Analysts speculate that Wagner has been given control over valuable mining and timber assets around the country.
In 2018, a Wagner-linked company operating in the Central African Republic was awarded gold and diamond mining licences to explore and develop 4,000 square kilometres of land, according to a report in Russian media outlet The Bell.
Joint investigations in 2022 also found Wagner companies were involved in selling blood diamonds and another had been allocated a 30-year forestry permit for an area in the Congo Basin — some of the largest swathes of undeveloped rainforest in the world.
But the sprawling map of the Wagner Group's natural resources and mining titles across Africa stretches from the Central African Republic to Cameroon, Burkina Faso, Mali, Libya, Sudan, and Madagascar.
Just last month, Ghana's President Nana Akufo-Addo claimed that neighbouring Burkina Faso had given the Wagner Group a gold mine in exchange for mercenaries to help fight off jihadi violence there.
Officially, the Kremlin has denied any ties to the Wagner mercenaries in Africa as well as those fighting Vladimir Putin's war in Ukraine.
But as the Russian president desperately rallies support amid battlefield setbacks in Ukraine, the African advance of a group commanded by his close ally is shoring up his power more than 5,000 kilometres away.
Russian propaganda presents Wagner as a viable successor to the French
To accompany their physical presence, a Russian misinformation and propaganda campaign has been effective in exploiting anti-French sentiment in the Central African Republic, flooding social media with pro-Russian messaging.
There are reports of Wagner Group paying local radio stations and newspapers to run pro-Russian stories.
"They are really trying to latch onto the Soviet legacy. The Soviet Union has a reputation of having supported anti-colonial liberation movements," said Niklas Mahsur, who researches Russian military strategy at the Swiss Federal Institute of Technology in Zurich.
Through propaganda, Russia and Wagner Group present themselves as a viable successor to the French in the Central African Republic, Mr Mahsur said.
That includes through Russian-made films like the feature-length Touriste, shot and set in the Central African Republic, which tells the story of heroic Wagner mercenaries who train local soldiers to fight against a rebel onslaught.

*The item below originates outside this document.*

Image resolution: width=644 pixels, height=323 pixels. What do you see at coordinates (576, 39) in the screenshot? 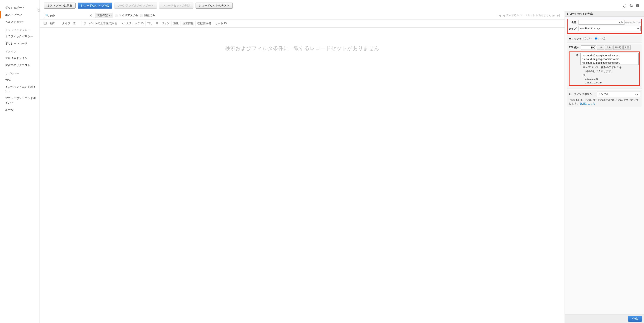
I see `alias-label: エイリアス:` at bounding box center [576, 39].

Dubbed in Sango — the local central African language spoken alongside French — it premiered in May 2021 to an audience of thousands at the national stadium in Bangui, attended by government ministers and Russian representatives.
Its opening scene is a disorienting firefight between a team of Russian soldiers blasting a group of rebels approaching on dirt bikes with Kalashnikovs.
As a soldier lies bleeding out on the ground, the screen fades to black to reveal the Russian title: Tourist.